Saturday, November 8, 2014

New Guinea - The Savage Land

Let's Visit New Guinea
Noel Carrick - Burke 1969
I enjoy rummaging through old antique shops and jumble sales. Sometimes I find old library books which can be a lot of fun, especially if they are travel guides talking about a destination where so much has changed.

The passage below is taken from 'Let's Visit New Guinea' by Noel Carrick, published in 1969 by Burke of the UK. Carrick was prolific in his output, producing numerous such books over a period of two decades.

By expert standards, they are scant and simplistic and by today's criteria, politically incorrect, which makes them all the more fun to read.










The Savage Land

New Guineans were once among the most primitive peoples of the world. At that time their main occupation was fighting. They showed no mercy to their enemies who were more often than not merely men from the next valley rather than real strangers or foreigners. Customs which we today find quite shocking—cannibalism, head-hunting, murder, sorcery and witchcraft—were a part of their normal life. Until the Second World War, quite a few New Guineans lived in this way.

Today, less than one hundred years since outsiders first ventured into the interior of this dragon-shaped island, New Guinea has become a peaceful and rapidly advancing home­land for most of its three million people. Although in some remote and lonely mountain valleys, warriors might still occa­sionally raid their neighbour's village for heads—and even eat their enemies' bodies most of them now live in peace.

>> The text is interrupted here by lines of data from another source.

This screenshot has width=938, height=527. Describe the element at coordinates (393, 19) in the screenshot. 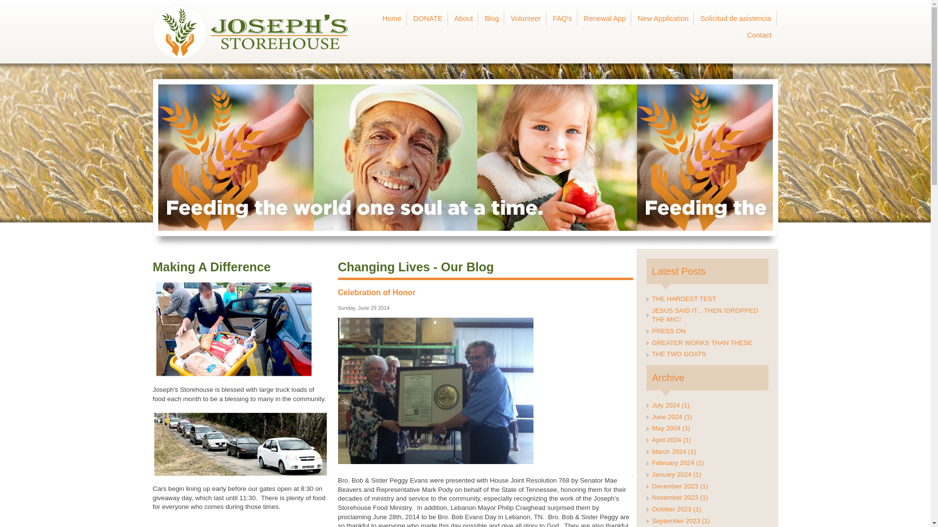

I see `Home` at that location.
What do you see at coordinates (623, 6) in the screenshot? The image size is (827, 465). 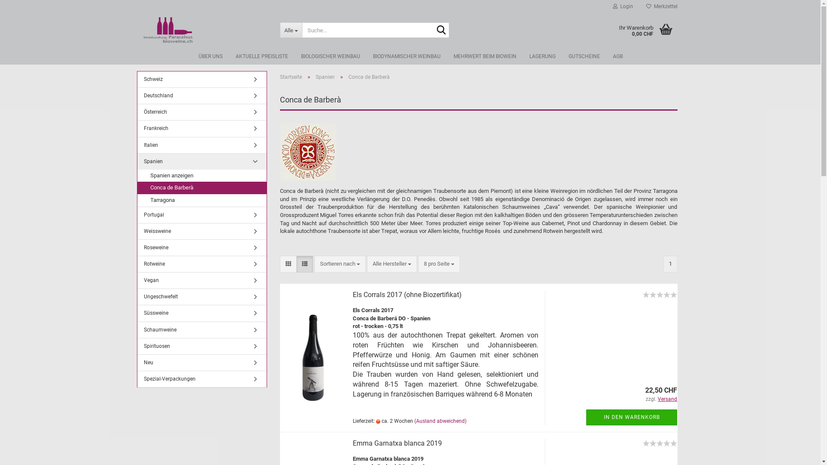 I see ` Login` at bounding box center [623, 6].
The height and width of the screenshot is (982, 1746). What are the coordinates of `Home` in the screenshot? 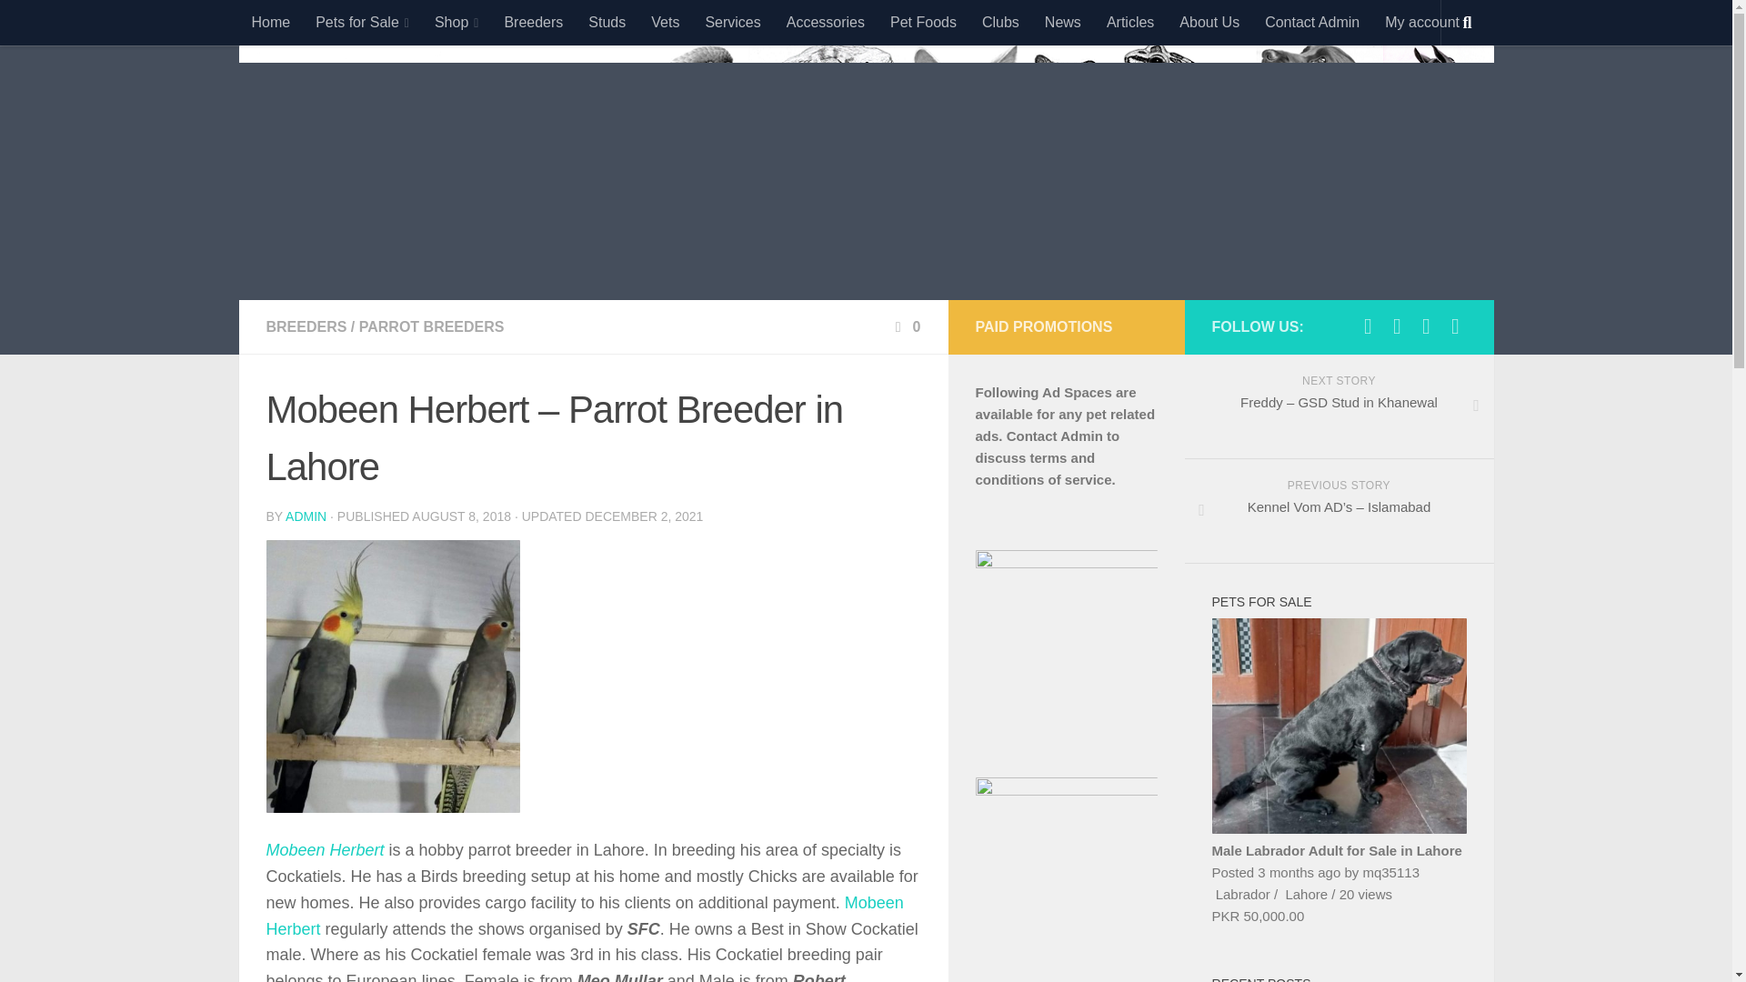 It's located at (269, 22).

New Guinea is an island of 338,000 square miles. It lies in the southern Pacific Ocean, north of Australia and just south of the equator. Second to Greenland, it is the largest island on earth. (Australia, although surrounded by water, is a conti­nent, not an island.) Several smaller islands, with a total area of 23,000 square miles, lie to the north and north-east of the main island.

New Guinea and the neighbouring islands form not one  nation but two. The western part of the island of New Guinea is called West Irian and is part of the Republic of Indonesia.

The eastern part and the off-shore islands are called Papua-New Guinea and are administered by Australia.

The reason why the people who lived in this part of the world were so savage had much to do with the rugged nature of their land. It consists of mountains, jungles, swamps, rivers and flat plains, high in the mountains, called plateaux. Let us first look at this very rugged terrain, in order to help us understand why the people once acted as they did.

Millions of years ago, New Guinea was joined to Australia but eruptions from under the earth's surface caused it to break away to make a separate island. Several million more years later, other disturbances beneath the earth rocked New Guinea, throwing up high mountains along its entire length. These eruptions occurred at a date which seems quite recent when we consider the great age of the earth and therefore the mountains remain high, steep and jagged. They have not had time to weather to rounder, smoother peaks as mountains in older countries like Australia.

Between the mountains are narrow valleys; their sides are often as steep as cliffs. Then, on the valley floors, there are rivers. Some are as wide as the Mississippi, others are merely narrow streams. We think of New Guinea as a hot place - which indeed it is. But in the western part there are mountain peaks higher than 16,000 feet which, like the European Alps, are always capped with snow. Snow-capped mountains in the tropics close to the equator! This is just one of the many unusual things about New Guinea. There are some mountain ranges as high as 12,000 feet and many as high as 10,000 feet. In fact, except for a few regions, New Guinea is a land of mountains. The highest peak, Mt. Sukarno (16,448 feet), was climbed for the first time only in 1964. In some mountain ranges along the centre of the island there are plateaux, some of them up to 5,000 feet above sea level.

In most places the mountains reach right down to the sea. Where they do not there are small areas of flat country. This flat country is often swampy and covered with jungle, mango trees and sago palms. The jungle is inhabited by mosquitoes, snakes, ticks, leeches, crocodiles and a host of other unpleasant creeping, crawling and biting things. The lower slopes of the mountains as well as the flat coastal areas are covered in jungles so thick that it is often impossible to walk through them. Trees grow, but when they reach a certain height they become covered by vines and creepers and other growth.

There is no such thing as winter here. This sounds fine to those who live in cold climates but if there is no winter it does not mean that there is no rain. In the coastal regions it is humid and uncomfortable for most of the year. It never gets really hot in New Guinea as it does in the deserts of Arabia or Central Australia. Temperatures seldom go above 33 degrees Centigrade (90 degrees Fahrenheit). But most of the year, the humidity-    that warm damp atmosphere that makes us feel sticky and uncomfortable is high. High up in the mountains, the temperature falls considerably; in the highest mountains, it becomes quite cold.

On the plateaux, which are called the Highlands, the climate is mainly temperate and pleasant, like that of Europe during a fine summer. But all over New Guinea, rain falls frequently. Nowhere is the rainfall less than 100 inches a year. In some areas, it is as high as 780 inches a year. Imagine living in a country where it rains twenty times more than it does in England - yet remains hot at the same time.